Day 6: Monterey to Salinas Station, Amtrak to Santa Barbara, 22 miles
Leaving the hostel early, conflicted. I’m shell shocked from the ride yesterday, wondering if I should really take the train south, or just call it a day and head back north. Give up on the fantasy of escaping winter in Southern California. Looks like rain down there too.
And yesterday, what a crazy ride. The worst ever. I’m lucky to be alive, I know this viscerally. And still, there’s that sense of invulnerability, the touring cyclist’s special kind of denial. Won’t happen to me. Hasn’t yet. Sheesh, Ocean. And, on we go! I decide to take the train south.
I stop at East Village Coffee Lounge, love the ambiance of this place, that they are playing Foreigner on the stereo. Takes me back. Bittersweet memories, that album, that time in my life. Second year away from home, second year away from college. First love. First heartbreak. Ah, the mono. Good times. I down my coffee, head off on the Monterey Bay Trail, rewinding the ride from just a couple days ago, through Seaside, along the dunes, into Marina, then crossing the highlands towards Salinas.
Passing fields, plowed, fresh from the rains, ready for planting. Strawberries, likely. Or artichokes. How much land it takes to feed a nation. Alerts from Amtrak, train delayed 3 hours! What to do? I find the public library, named after John Steinbeck. I pen a letter to Jennifer, aka email, send it off. I enjoy writing letters, the ability to slow down, compose my thoughts and feelings, share my inner life.
Recalling the workshop, I’m contemplating the Zen approach. Observing the body, the breath, the thoughts, the feelings. Riding my bicycle is a similar process, if I allow it. Let go enough to arrive, in the moment. Ride on without distraction, rumination, emotion. Some call it getting in the flow. I’m noticing it now, the state of equanimity, in contrast to the other state, that of anxiety and worry. And the choice to be in one or the other. True freedom, knowing I have a choice.
Breakfast at an overblown diner, huevos rancheros. Sunnyside used to do them better back home. Sad that shop closed. I ride the last stretch to the station, another delay, train is now 4 hours behind schedule. I put on the earbuds, enjoy the distraction of my favorite music.
I check in my bicycle, and the station master says there are two other bikes on the train. I step outside and meet Nick and Caroline, touring cyclinsts who were also riding out of Big Sur in the storm yesterday, after staying a night at Lucia Lodge for $240. I show them the picture of the giant boulder, they had ridden past before it fell. Shuddering to think of how that might have played out, as fate would have it. Winds blew Caroline off her bike at one point. We are laughing, incredulous that we made it out uninjured, and agreeing that was the scariest ride of our lives.
The train finally arrives and we hustle to get our bikes to the baggage car, then run back to the coach section, the very end of the train. I tell Nick about the Bicycle Writers group on Facebook, and he signs up. Then I settle in for the 6 hour ride to Santa Barbara. I’m enjoying the slow pace of the train again, the gentle swaying of the cars. Almost a lulling, meditative effect.
Chatting with my love again, my heart a mix of longing and warmth, pondering and bliss. The signal drops in and out, chat is interrupted, just like the weather, just like the awareness I’m developing. The long view is good, that of love and friendship, that of peace and evolving consciousness. Meanwhile, the world goes on, as it will, as in the poem by Mary Oliver.
I’m so grateful for this opportunity, to live my life at this time, in this place, a member of the family of all things.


EXERCISE: If a line below contains "Discount", add it to your tally, then answer with the tally alone.

*-*-*

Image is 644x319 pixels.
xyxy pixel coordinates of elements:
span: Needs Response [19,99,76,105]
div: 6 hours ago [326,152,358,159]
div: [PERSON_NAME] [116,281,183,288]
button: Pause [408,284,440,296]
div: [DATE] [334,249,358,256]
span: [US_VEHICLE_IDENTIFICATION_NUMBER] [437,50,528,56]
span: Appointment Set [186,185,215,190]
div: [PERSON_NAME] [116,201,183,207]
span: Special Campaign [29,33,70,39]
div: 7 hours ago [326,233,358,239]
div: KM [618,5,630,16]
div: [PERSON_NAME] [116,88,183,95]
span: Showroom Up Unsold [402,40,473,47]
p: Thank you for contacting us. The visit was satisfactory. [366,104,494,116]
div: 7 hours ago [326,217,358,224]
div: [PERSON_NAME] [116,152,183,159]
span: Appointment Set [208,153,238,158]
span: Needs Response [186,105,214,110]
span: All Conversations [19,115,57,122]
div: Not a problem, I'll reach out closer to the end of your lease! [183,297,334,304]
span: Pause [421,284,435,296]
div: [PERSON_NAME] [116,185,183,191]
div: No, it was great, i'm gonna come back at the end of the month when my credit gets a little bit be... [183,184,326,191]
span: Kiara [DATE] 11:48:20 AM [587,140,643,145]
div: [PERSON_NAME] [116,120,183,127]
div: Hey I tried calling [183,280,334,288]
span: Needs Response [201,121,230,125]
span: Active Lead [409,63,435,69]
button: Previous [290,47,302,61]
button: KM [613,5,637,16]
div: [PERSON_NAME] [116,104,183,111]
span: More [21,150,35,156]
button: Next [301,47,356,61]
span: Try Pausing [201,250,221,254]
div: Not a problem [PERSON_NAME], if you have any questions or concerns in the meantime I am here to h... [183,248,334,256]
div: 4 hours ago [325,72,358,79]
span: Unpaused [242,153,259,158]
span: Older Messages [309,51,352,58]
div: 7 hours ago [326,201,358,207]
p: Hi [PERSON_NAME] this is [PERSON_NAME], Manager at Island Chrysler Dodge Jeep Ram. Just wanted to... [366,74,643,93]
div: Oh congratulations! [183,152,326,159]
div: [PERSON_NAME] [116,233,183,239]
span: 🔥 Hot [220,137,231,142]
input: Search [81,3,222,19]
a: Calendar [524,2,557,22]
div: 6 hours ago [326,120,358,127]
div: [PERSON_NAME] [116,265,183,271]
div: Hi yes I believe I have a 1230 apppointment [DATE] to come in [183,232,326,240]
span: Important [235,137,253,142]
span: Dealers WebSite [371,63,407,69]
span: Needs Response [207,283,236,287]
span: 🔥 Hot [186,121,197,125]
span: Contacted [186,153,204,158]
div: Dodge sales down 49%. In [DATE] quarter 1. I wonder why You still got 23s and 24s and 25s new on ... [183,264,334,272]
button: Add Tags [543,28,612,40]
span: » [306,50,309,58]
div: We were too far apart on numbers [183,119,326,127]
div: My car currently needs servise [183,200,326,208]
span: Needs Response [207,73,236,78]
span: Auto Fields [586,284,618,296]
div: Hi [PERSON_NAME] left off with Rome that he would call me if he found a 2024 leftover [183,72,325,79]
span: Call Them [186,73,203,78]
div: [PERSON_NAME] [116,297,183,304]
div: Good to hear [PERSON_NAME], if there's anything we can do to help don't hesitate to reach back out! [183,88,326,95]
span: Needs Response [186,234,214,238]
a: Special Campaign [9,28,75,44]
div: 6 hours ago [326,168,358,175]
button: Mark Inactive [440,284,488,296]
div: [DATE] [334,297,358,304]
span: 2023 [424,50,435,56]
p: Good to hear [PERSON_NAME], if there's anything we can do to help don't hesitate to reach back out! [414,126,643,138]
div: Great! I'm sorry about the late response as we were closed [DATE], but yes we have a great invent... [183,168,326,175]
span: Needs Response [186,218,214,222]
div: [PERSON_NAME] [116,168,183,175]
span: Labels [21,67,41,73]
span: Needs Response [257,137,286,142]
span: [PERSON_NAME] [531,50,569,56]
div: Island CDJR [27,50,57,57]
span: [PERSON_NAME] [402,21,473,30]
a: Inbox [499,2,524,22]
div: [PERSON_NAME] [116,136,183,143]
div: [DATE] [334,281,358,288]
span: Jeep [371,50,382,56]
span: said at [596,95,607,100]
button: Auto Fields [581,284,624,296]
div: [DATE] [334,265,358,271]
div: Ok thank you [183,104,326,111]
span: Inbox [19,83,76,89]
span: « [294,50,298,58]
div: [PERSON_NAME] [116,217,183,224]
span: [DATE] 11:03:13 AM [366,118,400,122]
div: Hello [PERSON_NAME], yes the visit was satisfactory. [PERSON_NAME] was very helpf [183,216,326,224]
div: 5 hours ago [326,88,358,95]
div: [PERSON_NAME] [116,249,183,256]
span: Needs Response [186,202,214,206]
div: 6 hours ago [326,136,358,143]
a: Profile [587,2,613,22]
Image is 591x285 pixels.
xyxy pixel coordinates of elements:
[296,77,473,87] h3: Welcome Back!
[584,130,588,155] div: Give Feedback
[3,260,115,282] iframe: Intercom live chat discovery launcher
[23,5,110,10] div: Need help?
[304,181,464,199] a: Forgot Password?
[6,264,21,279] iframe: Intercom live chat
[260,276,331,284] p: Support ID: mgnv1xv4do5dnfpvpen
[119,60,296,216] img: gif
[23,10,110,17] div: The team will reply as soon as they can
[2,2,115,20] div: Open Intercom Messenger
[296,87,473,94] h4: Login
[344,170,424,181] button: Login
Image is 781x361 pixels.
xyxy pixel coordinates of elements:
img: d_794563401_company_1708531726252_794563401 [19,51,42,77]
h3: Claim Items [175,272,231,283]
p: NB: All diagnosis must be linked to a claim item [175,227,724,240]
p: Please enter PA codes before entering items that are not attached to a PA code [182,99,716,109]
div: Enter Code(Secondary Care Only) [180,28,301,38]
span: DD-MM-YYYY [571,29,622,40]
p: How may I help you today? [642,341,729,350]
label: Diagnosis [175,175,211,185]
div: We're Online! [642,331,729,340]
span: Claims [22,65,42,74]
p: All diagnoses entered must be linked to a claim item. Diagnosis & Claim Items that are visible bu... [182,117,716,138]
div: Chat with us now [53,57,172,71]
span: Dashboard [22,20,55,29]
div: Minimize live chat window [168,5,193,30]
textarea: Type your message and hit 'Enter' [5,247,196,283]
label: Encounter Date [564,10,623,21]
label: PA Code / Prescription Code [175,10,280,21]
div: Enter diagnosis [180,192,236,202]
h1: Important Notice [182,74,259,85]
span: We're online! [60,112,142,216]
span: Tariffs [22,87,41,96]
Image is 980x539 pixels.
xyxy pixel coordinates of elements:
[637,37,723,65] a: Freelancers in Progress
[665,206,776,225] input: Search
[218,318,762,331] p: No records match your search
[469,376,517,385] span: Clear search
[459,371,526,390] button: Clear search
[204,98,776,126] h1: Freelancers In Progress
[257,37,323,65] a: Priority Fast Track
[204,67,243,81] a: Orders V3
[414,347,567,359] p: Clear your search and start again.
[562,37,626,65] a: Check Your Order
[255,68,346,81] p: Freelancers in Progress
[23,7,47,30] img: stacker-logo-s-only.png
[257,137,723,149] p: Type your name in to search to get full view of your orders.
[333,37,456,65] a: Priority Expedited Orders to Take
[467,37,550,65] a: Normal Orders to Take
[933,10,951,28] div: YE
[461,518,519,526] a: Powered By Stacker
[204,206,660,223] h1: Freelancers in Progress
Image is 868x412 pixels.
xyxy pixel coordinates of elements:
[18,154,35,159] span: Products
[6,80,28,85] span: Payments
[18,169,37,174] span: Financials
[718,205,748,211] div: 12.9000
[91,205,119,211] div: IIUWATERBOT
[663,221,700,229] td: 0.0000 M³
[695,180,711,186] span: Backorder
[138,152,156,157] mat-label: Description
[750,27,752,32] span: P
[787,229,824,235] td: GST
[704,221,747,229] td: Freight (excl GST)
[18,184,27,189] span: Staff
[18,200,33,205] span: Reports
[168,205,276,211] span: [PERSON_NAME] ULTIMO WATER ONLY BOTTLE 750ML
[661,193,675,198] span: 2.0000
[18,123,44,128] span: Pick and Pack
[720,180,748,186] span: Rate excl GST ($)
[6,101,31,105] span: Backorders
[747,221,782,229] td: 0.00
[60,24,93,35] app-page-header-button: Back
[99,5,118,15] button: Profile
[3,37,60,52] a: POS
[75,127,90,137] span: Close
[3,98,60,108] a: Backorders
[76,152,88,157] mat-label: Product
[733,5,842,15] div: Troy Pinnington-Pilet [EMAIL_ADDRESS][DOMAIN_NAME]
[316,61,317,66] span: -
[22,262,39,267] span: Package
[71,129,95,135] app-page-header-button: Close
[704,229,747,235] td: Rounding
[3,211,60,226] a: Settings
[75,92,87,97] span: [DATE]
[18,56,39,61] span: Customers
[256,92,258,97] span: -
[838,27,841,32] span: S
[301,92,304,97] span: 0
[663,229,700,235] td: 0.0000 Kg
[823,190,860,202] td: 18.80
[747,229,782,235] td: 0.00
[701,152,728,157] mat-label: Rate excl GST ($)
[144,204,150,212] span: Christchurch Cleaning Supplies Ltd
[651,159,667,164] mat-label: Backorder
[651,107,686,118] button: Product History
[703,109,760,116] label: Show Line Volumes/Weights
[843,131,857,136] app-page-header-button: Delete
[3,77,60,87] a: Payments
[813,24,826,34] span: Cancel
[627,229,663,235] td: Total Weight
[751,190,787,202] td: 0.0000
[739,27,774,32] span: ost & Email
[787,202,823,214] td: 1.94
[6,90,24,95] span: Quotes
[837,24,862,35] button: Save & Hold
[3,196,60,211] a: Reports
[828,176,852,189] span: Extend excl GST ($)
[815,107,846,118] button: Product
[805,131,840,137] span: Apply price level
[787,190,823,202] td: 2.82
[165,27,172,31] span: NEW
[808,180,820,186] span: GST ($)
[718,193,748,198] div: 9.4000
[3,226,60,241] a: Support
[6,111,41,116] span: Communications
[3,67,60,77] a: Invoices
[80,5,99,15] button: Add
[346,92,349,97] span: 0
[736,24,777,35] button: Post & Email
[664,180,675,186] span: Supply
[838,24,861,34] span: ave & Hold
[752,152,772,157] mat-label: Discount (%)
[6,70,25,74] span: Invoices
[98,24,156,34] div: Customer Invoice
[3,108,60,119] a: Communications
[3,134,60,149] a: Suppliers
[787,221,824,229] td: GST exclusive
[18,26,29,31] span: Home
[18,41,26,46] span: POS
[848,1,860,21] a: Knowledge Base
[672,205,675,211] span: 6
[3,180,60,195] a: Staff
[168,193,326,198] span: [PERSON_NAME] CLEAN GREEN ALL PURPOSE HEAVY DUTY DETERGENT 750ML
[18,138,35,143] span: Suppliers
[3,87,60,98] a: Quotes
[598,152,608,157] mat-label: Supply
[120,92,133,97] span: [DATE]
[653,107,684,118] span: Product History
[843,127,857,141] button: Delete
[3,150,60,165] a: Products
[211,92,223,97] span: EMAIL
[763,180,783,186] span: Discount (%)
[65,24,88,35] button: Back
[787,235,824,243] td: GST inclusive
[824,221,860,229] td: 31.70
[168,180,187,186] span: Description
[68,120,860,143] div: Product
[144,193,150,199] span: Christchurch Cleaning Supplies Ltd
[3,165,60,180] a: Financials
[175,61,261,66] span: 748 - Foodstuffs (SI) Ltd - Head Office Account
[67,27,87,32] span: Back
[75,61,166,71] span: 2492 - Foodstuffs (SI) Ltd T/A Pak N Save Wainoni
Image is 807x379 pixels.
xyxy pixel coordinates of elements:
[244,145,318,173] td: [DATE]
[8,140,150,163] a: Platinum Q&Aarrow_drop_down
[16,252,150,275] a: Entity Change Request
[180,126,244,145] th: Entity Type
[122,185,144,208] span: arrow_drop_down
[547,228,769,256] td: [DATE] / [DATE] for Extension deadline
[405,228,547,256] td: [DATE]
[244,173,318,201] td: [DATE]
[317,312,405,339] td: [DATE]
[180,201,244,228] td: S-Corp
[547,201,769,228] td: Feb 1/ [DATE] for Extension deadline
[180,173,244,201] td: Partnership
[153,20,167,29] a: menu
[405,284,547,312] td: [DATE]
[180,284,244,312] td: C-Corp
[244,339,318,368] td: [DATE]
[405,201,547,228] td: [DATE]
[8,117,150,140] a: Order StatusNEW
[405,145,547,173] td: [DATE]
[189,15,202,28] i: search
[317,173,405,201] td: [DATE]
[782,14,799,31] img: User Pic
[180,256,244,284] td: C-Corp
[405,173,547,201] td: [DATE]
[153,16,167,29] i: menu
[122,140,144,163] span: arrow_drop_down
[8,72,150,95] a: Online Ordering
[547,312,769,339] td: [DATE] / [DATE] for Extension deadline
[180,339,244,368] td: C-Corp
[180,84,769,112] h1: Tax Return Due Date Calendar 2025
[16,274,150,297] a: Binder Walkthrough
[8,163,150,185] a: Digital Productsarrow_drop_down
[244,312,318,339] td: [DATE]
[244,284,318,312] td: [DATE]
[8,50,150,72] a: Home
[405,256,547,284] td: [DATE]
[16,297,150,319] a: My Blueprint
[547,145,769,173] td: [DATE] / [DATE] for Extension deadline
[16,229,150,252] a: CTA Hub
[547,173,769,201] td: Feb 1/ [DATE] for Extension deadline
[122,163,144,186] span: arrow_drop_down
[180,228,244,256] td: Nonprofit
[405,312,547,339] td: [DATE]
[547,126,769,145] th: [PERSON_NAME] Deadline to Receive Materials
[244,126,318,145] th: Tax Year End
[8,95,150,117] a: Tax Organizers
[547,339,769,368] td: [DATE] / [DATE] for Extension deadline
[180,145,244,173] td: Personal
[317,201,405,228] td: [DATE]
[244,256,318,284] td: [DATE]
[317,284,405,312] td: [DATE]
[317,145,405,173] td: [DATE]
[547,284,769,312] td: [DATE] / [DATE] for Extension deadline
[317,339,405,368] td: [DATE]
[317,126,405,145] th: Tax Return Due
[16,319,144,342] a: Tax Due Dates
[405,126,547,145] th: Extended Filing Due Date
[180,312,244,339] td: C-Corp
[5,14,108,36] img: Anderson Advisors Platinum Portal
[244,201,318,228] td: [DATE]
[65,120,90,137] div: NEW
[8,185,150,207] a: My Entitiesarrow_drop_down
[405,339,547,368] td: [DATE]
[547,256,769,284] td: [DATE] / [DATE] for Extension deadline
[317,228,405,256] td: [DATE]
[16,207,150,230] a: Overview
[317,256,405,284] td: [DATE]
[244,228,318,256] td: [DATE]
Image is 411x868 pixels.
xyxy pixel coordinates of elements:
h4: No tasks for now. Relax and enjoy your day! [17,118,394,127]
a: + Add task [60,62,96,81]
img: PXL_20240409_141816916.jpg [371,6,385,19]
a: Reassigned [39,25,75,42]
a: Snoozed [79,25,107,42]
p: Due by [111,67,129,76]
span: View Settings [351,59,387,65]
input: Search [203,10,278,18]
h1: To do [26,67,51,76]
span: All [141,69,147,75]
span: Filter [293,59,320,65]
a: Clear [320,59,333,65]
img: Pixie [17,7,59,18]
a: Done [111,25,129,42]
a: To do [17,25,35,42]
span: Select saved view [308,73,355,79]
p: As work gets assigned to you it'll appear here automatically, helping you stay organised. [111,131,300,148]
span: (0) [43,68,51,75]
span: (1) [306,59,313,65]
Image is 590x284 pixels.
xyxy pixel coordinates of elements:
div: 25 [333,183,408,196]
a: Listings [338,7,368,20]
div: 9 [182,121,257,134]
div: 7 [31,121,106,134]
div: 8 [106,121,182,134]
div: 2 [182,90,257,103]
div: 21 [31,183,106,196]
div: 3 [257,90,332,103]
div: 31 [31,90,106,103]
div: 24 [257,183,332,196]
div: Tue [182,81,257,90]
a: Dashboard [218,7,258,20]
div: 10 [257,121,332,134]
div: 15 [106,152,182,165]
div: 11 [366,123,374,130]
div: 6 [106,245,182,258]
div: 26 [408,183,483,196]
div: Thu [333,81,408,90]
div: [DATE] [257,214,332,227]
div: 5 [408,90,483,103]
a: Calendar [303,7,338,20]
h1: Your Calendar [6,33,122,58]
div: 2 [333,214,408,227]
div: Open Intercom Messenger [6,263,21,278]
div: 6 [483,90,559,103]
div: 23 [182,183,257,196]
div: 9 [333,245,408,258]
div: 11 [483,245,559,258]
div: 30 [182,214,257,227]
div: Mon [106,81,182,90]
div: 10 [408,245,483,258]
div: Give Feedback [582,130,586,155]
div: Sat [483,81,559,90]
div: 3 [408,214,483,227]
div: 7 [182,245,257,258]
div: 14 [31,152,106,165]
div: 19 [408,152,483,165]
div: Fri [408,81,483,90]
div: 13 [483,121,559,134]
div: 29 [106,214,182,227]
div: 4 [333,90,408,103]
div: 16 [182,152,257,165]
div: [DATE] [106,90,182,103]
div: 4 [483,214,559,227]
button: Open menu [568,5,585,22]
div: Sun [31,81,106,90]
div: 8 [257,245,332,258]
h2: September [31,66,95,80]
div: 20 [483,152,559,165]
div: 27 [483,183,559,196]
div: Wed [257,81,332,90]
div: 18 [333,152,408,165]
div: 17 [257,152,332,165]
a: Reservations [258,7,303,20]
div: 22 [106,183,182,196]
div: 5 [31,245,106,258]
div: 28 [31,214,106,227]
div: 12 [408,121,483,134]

*-*-*

ANSWER BELOW: 2